A UN-led check on whether Chinese wind farms earn additional CERs under Kyoto amid shifting tariffs and coal baselines.

  • UN board reviews 17 Chinese wind farms, 900+ MW capacity
  • Projects could yield 8 Mt CERs through 2012, worth €107m
  • Tariff cuts raise doubts about additionality and eligibility

 

Lobbyist pressure will not weigh on a UN panel's decision whether to award carbon finance worth about 100 million euros (US$144 million) to Chinese wind power projects, said the chair of the panel.

 

"If you add it all up there are quite a number of projects, all from China," Lex de Jonge told the Reuters Global Climate and Alternative Energy Summit, on a UN ruling on wind farm financing due soon.

The issue has caused long-running tension between the panel and project developers and brokers after a series of wind farm rejections over the speed of approvals in the $6.5 billion global carbon offset market.

Under the UN-led Kyoto Protocol's clean development mechanism, with some Kyoto profits in China raising questions, rich countries can buy rights to pollute by funding cuts in greenhouse gas emissions in developing nations.

The UN executive board in the past three months has decided to review if many new Chinese wind projects qualify, after noting a drop in financial support from Beijing.

The Kyoto scheme is supposed to fund additional cuts in emissions and, if projects are self sufficient, with some renewables powering ahead without the CDM in China, it may be that they are no longer cutting emissions below normal trends.

"We see a downward trend in (windpower price premium) tariffs in certain areas in China. Changing the tariff, as sectors aim to wean off subsidies over time, may have an impact on a final decision on whether a project is additional," he said at the summit held at the Reuters office in London.

The panel is reviewing 17 projects with a total capacity of more than 900 megawatts, enough to power about 1 million homes. The projects would produce through 2012 some 8 million tonnes of carbon offsets called certified emissions reductions (CERs), even as reducing emissions in Europe remains difficult, worth 107 million euros at today's prices.

Clean Development Mechanism (CDM) projects, which are favored in India by many developers, must prove either that the scheme allowed a project to overcome some barrier such as financial uncertainty, or that the project was not as financially attractive as an alternative such as coal power.

Market participants say the rules should be simpler — pointing out that in China electricity generation is dominated by high-carbon coal.

"The need to encourage the deployment of wind energy in countries like China, where energy needs are growing rampantly, is enormous," said the lobby group the International Emissions Trading Association in a letter to de Jonge last month.

China has recently firmed its support for the wind power sector in some regions with a premium tariff levied, complicating the issue of whether Chinese official support is indeed falling.

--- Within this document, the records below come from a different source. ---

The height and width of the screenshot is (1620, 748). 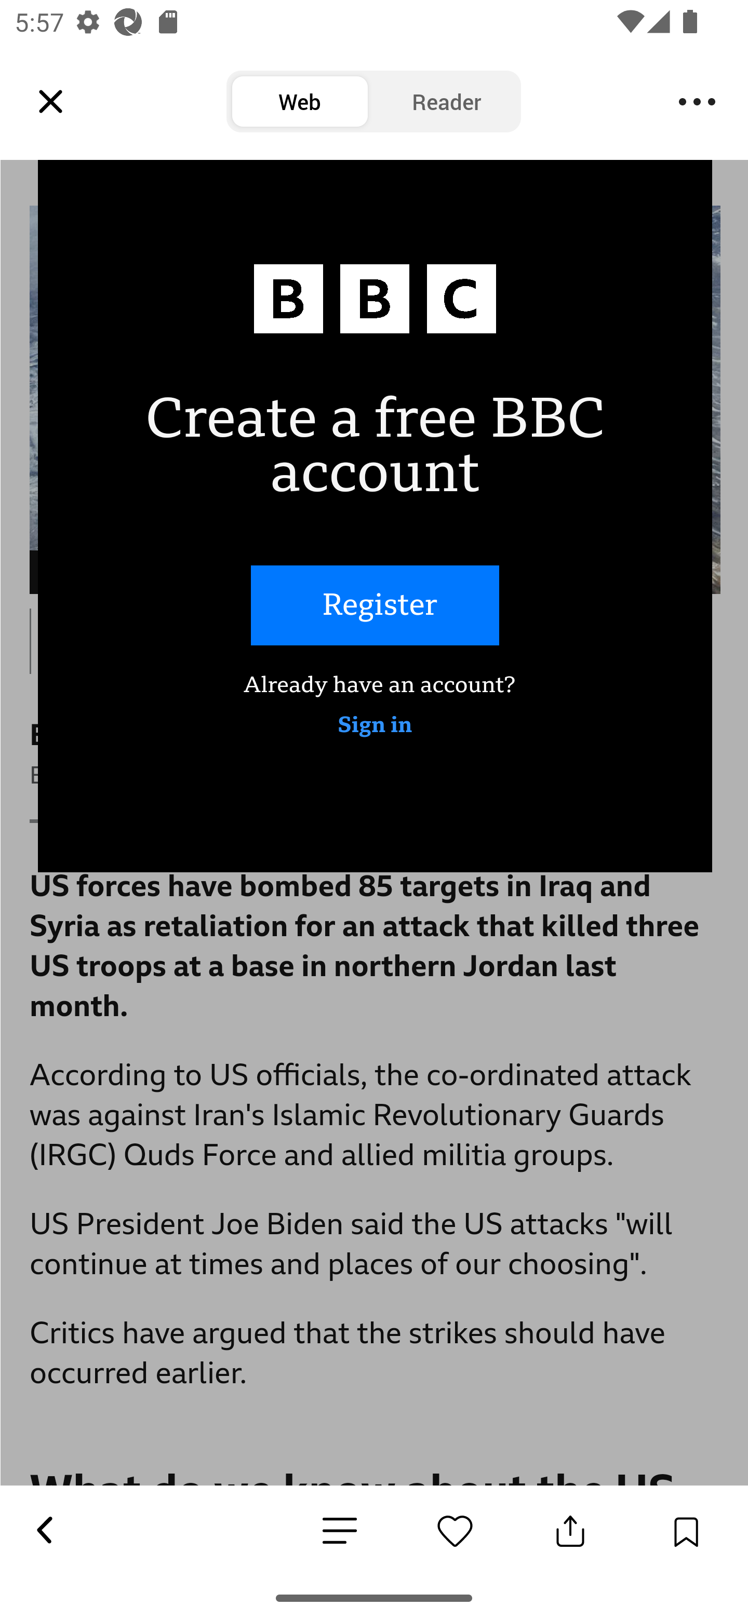 I want to click on Reader, so click(x=446, y=102).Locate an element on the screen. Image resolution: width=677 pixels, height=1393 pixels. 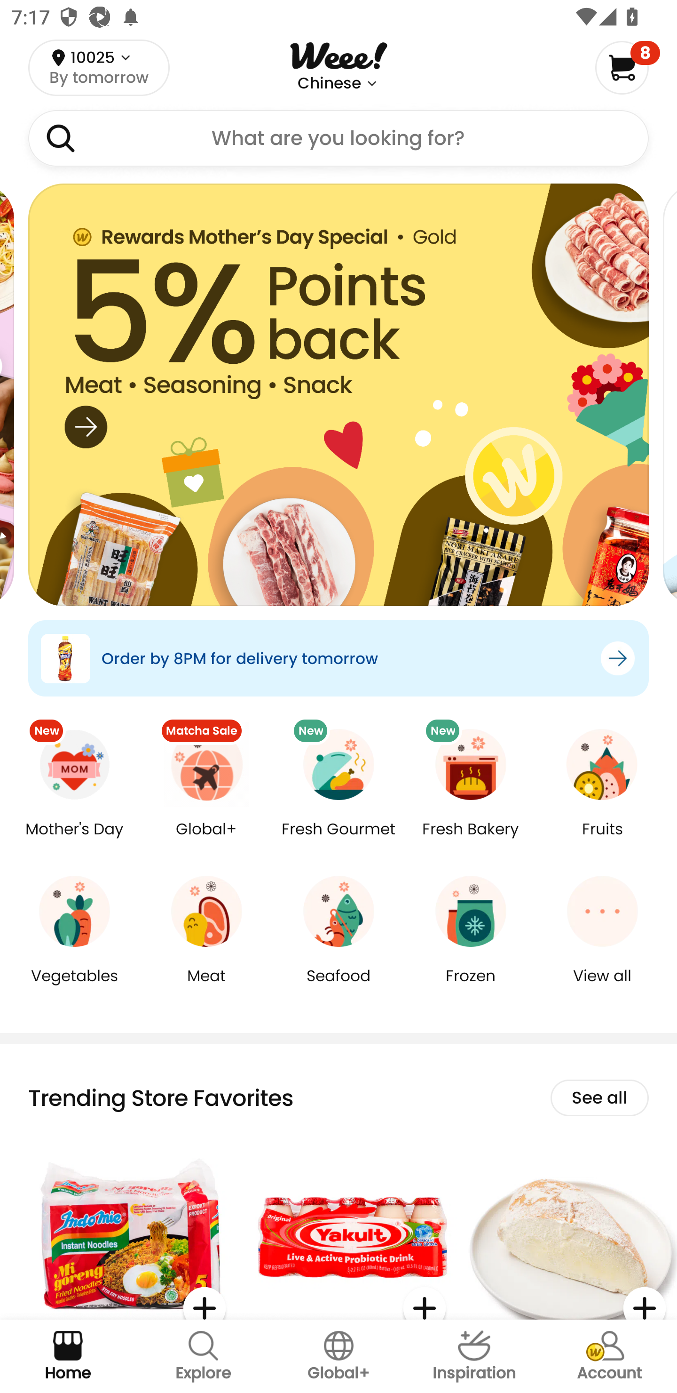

"I didn't count and I don't care," said de Jonge when asked how much the projects under review were worth. "That might sound strange but this is about safeguarding integrity of the CDM."

"With so much money involved, people have interests and if they don't see their interests followed they start complaining. I don't feel pressured about this. To me it's normal."

De Jonge said that some past "bashing" of the board had been justified, for example with regard to a lack of transparency, but added that waiting times were falling following new guidance.

Most criticism of the CDM now came from the United States, he said. "(American) NGOs and academics are critical toward the CDM... based on arguments that are no longer valid."